Finishing 17th in the rankings, gathering four wins, avoiding relegation
pressure, and watching Onley and Poole rise into genuine contenders was a
meaningful step forward. Their 2025 campaign sits at around a 6.5 out of 10. No,
the team cannot afford just 4 wins next year, but given their performances at
the Tour and Giro, I cannot rank them any lower than a 6.5.
Discussion
Fin Major (CyclingUpToDate)
As a British fan, I couldn’t help feeling a jolt of
excitement watching Oscar Onley and Max Poole turn 2025 into something far
bigger than anyone expected. Onley’s Tour de France run was one of my
highlights of the year, and it feels like British fans have found a new GC star.
Poole’s steady rise at the Giro gave the season a second storyline to cling to.

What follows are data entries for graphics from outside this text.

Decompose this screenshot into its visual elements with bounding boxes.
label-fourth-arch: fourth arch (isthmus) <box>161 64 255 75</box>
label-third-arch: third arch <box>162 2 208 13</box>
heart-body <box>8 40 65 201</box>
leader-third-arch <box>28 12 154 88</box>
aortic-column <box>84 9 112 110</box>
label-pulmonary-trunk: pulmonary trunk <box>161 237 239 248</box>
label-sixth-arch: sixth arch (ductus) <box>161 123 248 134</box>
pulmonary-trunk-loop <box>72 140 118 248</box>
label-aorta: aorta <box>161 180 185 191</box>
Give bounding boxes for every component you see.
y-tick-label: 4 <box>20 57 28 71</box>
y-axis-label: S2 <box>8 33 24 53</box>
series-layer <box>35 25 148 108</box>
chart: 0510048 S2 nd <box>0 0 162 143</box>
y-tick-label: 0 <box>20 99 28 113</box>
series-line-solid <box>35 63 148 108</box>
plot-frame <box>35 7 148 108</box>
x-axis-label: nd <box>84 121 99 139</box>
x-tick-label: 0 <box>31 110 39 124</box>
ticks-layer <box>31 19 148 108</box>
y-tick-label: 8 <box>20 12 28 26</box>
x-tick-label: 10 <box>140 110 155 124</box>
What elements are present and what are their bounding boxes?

Following both of them across the year felt like watching the start of a new
era, and it left me more optimistic about the future of British GC racing than
I’ve been in years.
Rúben Silva (CyclingUpToDate)
I can't share Fin's excitement regarding Picnic PostNL's season honestly, and wouldn't rate it above a 4. And that is largely owed to Oscar Onley, who was the only rider who kept this team at a similar level to that of the high-tier ProTeam squads. It's a team of youngsters and a few veterans that don't often perform, there is no middle point in this team virtually, which is very odd. The team's financial troubles seem to be true and it explains a lot... Not a criticism, but I simply don't believe that the team has a budget to be very active amongst the World Tour teams, that's the feeling I get. The transfers into 2026 are simply not good enough for a team of a top level, without any meaningful rider; and it's lost Andresen, Bardet and Vermaerke as men who did bring in results. As I write this, Oscar Onley is still on paper with the team, but he too will certainly leave to INEOS Grenadiers.

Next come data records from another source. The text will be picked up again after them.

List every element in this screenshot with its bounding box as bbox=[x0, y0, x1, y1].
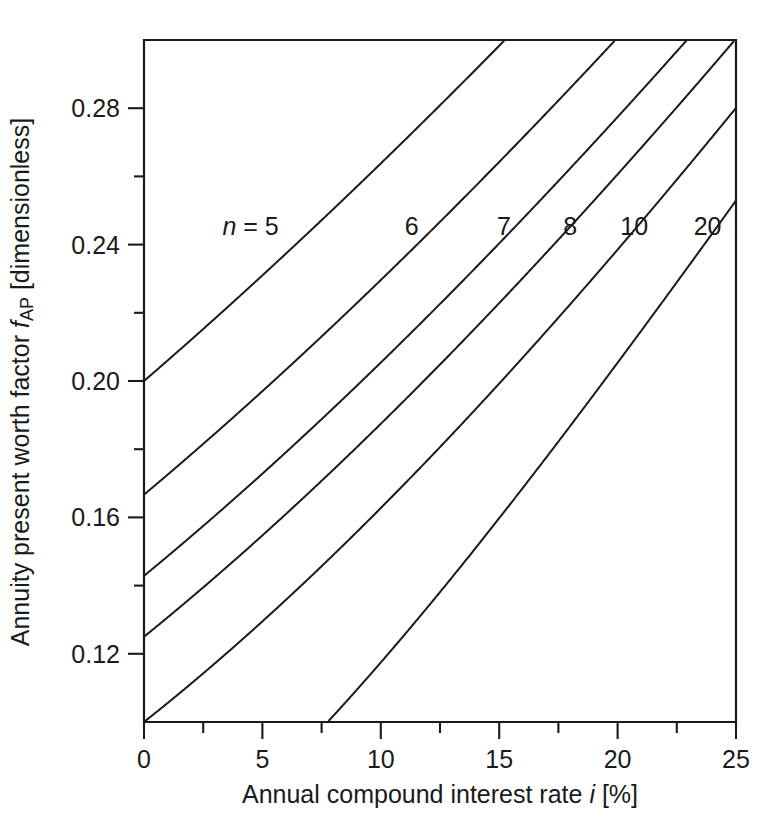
curve-label-n-20: 20 bbox=[694, 212, 722, 240]
curve-label-n-10: 10 bbox=[620, 212, 648, 240]
curve-label-n-6: 6 bbox=[405, 212, 419, 240]
y-tick-label: 0.12 bbox=[71, 640, 120, 668]
annuity-present-worth-factor-chart: 0.120.160.200.240.28 0510152025 n = 5678… bbox=[0, 0, 775, 828]
chart-background bbox=[0, 0, 775, 828]
x-tick-label: 0 bbox=[137, 745, 151, 773]
y-tick-label: 0.20 bbox=[71, 367, 120, 395]
curve-label-n-7: 7 bbox=[497, 212, 511, 240]
y-axis-label-pre: Annuity present worth factor bbox=[6, 328, 34, 646]
y-axis-label-subscript: AP bbox=[17, 297, 37, 321]
curve-label-n-8: 8 bbox=[563, 212, 577, 240]
curve-label-n-5: n = 5 bbox=[222, 212, 278, 240]
x-tick-label: 10 bbox=[367, 745, 395, 773]
y-tick-label: 0.24 bbox=[71, 231, 120, 259]
y-axis-label-symbol: f bbox=[6, 321, 34, 328]
x-tick-label: 25 bbox=[722, 745, 750, 773]
x-tick-label: 20 bbox=[604, 745, 632, 773]
x-axis-label-post: [%] bbox=[595, 780, 638, 808]
chart-figure: 0.120.160.200.240.28 0510152025 n = 5678… bbox=[0, 0, 775, 828]
x-axis-label: Annual compound interest rate i [%] bbox=[144, 782, 736, 807]
y-axis-label-post: [dimensionless] bbox=[6, 118, 34, 297]
x-tick-label: 5 bbox=[255, 745, 269, 773]
y-tick-label: 0.28 bbox=[71, 94, 120, 122]
y-axis-label-wrapper: Annuity present worth factor fAP [dimens… bbox=[0, 0, 42, 760]
y-tick-label: 0.16 bbox=[71, 503, 120, 531]
x-axis-label-pre: Annual compound interest rate bbox=[242, 780, 589, 808]
y-axis-label: Annuity present worth factor fAP [dimens… bbox=[8, 32, 36, 732]
x-tick-label: 15 bbox=[485, 745, 513, 773]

What does that leave Picnic PostNL with? As long as there is money they continue to remain in the World Tour until 2028 sot they're relatively safe, but there just isn't a World Tour level in the team anymore. Max Poole is a very promising climber, but he needs to take the step. And in the sprinter field, Pavel Bittner and Casper van Uden are quality riders, but they will also have big responsibilities on their shoulders. Everyone else is either chasing breakaways or minor wins in smaller races. Like 2025, I don't expect many UCI points, which will eventually matter if the team continues to exist over the coming years.

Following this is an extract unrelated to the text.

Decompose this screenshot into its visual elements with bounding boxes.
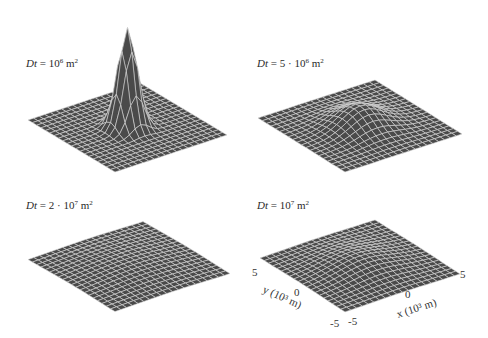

2025 was just lackluster. The obvious exception is Onley, third at the Tour de Suisse and fourth at the Tour de France. A brilliant development, and an excellent rider. A shame the team is losing him as well, another of their leaders who leave the team once they reach success. But the dire truth is that, no-one else has stood out this year. Casper van Uden took a nice stage at the Giro d'Italia, but these two riders took two of the four victories of the team. Four wins in an entire year, like Intermarché it is simply inexcusable. If the team doesn't have the level, have the riders compete in a more modest calendar, and gather success even with a different amount of spotlight.
Fabio Jakobsen was nowhere to be seen,
Romain Bardet gathered a few minor results but no wins and retired in June, few of the youngsters really stood out and out of the veterans Bardet is the only one who was on screen. There isn't really much else to say. And the team is looking to be in more and more trouble as the years pass by.